Chevron Corp. blasted for environmental, rights abuses in Ecuador, Nigeria and Myanmar

  • Associated Press
  • Wednesday, May 28, 2008 8:35pm
  • Business

SAN RAMON, Calif. — Chevron Corp. Chief Executive David O’Reilly faced intense criticism from environmentalists and human-rights advocates who detailed their grievances at the company’s annual shareholders meeting Wednesday.

Activists took advantage of the gathering at Chevron headquarters in San Ramon to blast Chevron during the meeting for alleged environmental and human-rights abuses in Ecuador, Nigeria and Myanmar.

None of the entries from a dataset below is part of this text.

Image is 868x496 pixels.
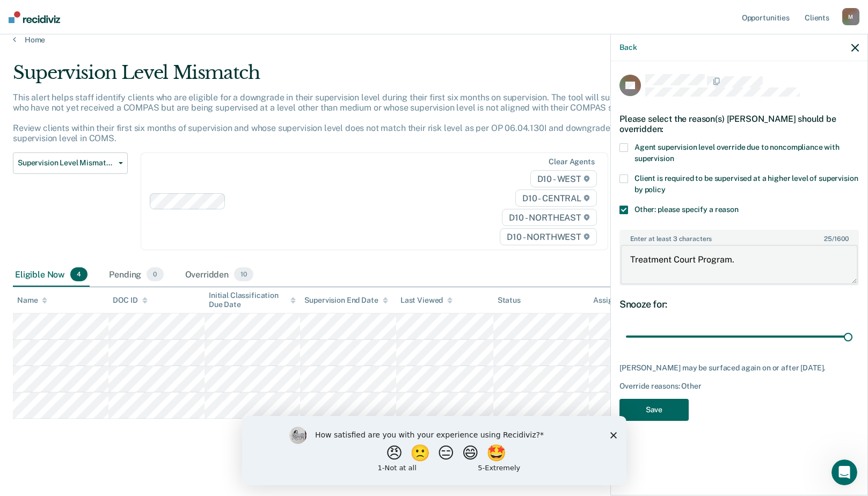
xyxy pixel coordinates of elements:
[620,245,857,285] textarea: Treatment Court Program.
[13,35,855,45] a: Home
[107,263,165,287] div: Pending
[8,11,60,23] img: Recidiviz
[620,363,859,372] div: [PERSON_NAME] may be surfaced again on or after [DATE].
[183,263,256,287] div: Overridden
[70,267,88,282] span: 4
[620,231,857,242] label: Enter at least 3 characters
[549,157,594,166] div: Clear agents
[209,291,296,310] div: Initial Classification Due Date
[242,416,626,485] iframe: Survey by Kim from Recidiviz
[620,105,859,143] div: Please select the reason(s) [PERSON_NAME] should be overridden:
[842,8,859,25] div: M
[593,296,644,305] div: Assigned to
[620,399,688,421] button: Save
[502,209,596,226] span: D10 - NORTHEAST
[620,43,636,52] button: Back
[13,62,664,92] div: Supervision Level Mismatch
[516,189,597,207] span: D10 - CENTRAL
[823,235,848,242] span: / 1600
[634,143,839,162] span: Agent supervision level override due to noncompliance with supervision
[500,228,596,245] span: D10 - NORTHWEST
[304,296,387,305] div: Supervision End Date
[146,267,163,282] span: 0
[620,382,859,391] div: Override reasons: Other
[831,460,857,485] iframe: Intercom live chat
[112,296,147,305] div: DOC ID
[634,174,857,194] span: Client is required to be supervised at a higher level of supervision by policy
[634,205,738,214] span: Other: please specify a reason
[13,92,658,144] p: This alert helps staff identify clients who are eligible for a downgrade in their supervision lev...
[620,298,859,310] div: Snooze for:
[234,267,254,282] span: 10
[17,296,48,305] div: Name
[13,263,90,287] div: Eligible Now
[17,159,114,168] span: Supervision Level Mismatch
[823,235,832,242] span: 25
[531,170,597,187] span: D10 - WEST
[497,296,521,305] div: Status
[400,296,452,305] div: Last Viewed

Outside, protesters dressed in white protective suits and waved broom-shaped “Clean Up Chevron” signs at the company’s front entrance.

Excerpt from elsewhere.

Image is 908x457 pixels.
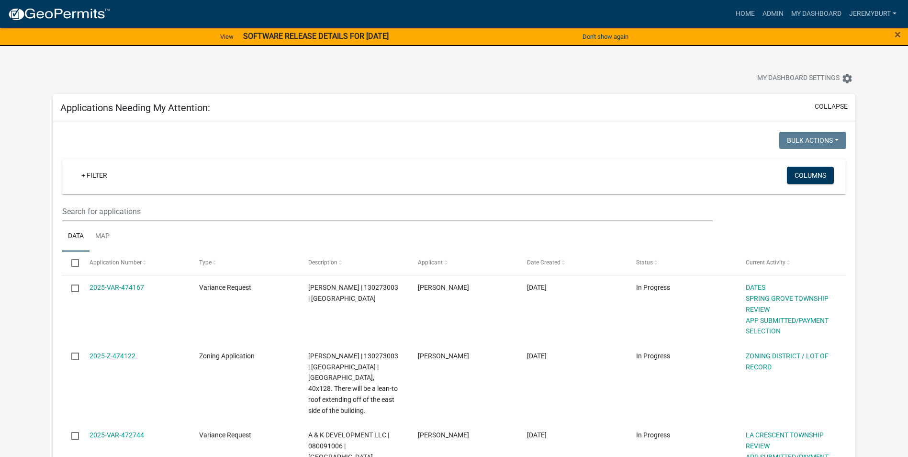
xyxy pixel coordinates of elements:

Despite the vocal complaints, Chevron shareholders soundly rejected six resolutions that would create new company policies on human rights and environmental protection.

In Ecuador, Chevron faces a multibillion-dollar lawsuit by 30,000 jungle settlers and Indians who allege the company failed to clean up billions of gallons of toxic wastewater produced by Texaco Petroleum Co., which Chevron acquired in 2001.

At Wednesday’s meeting, activist Luis Yanza told O’Reilly that the contamination has poisoned the land and sickened thousands of people who live in the Ecuadorean Amazon.

“We will never rest until we have obtained justice,” said Yanza, who was named a winner of the prestigious Goldman Environmental Prize last month.

O’Reilly acknowledged there were serious environmental problems in Ecuador but said the company had already spent $40 million on environmental cleanup and was released from liability by the Ecuadorean government.

“Chevron is the wrong target here,” O’Reilly said before he played a company video that claimed the state oil company PetroEcuador was chiefly to blame for the pollution.

Chevron faces another lawsuit by Nigerians who claim that the company hired soldiers who shot and killed protesters at an offshore oil platform in the Niger Delta in 1998. The company claims the protesters were armed youths who were shot after they demanded money and took more than 200 workers hostage.

The case is set to go to trial in San Francisco later this year.

Larry Bowoto, the lead plaintiff in the lawsuit, told shareholders Wednesday that he was “shot by soldiers bought and paid for by Chevron” exactly 10 years ago when he was on an oil barge protesting environmental damage caused by oil operations.

“Chevron has responded with violence when Nigerian villagers have protested,” Bowoto said.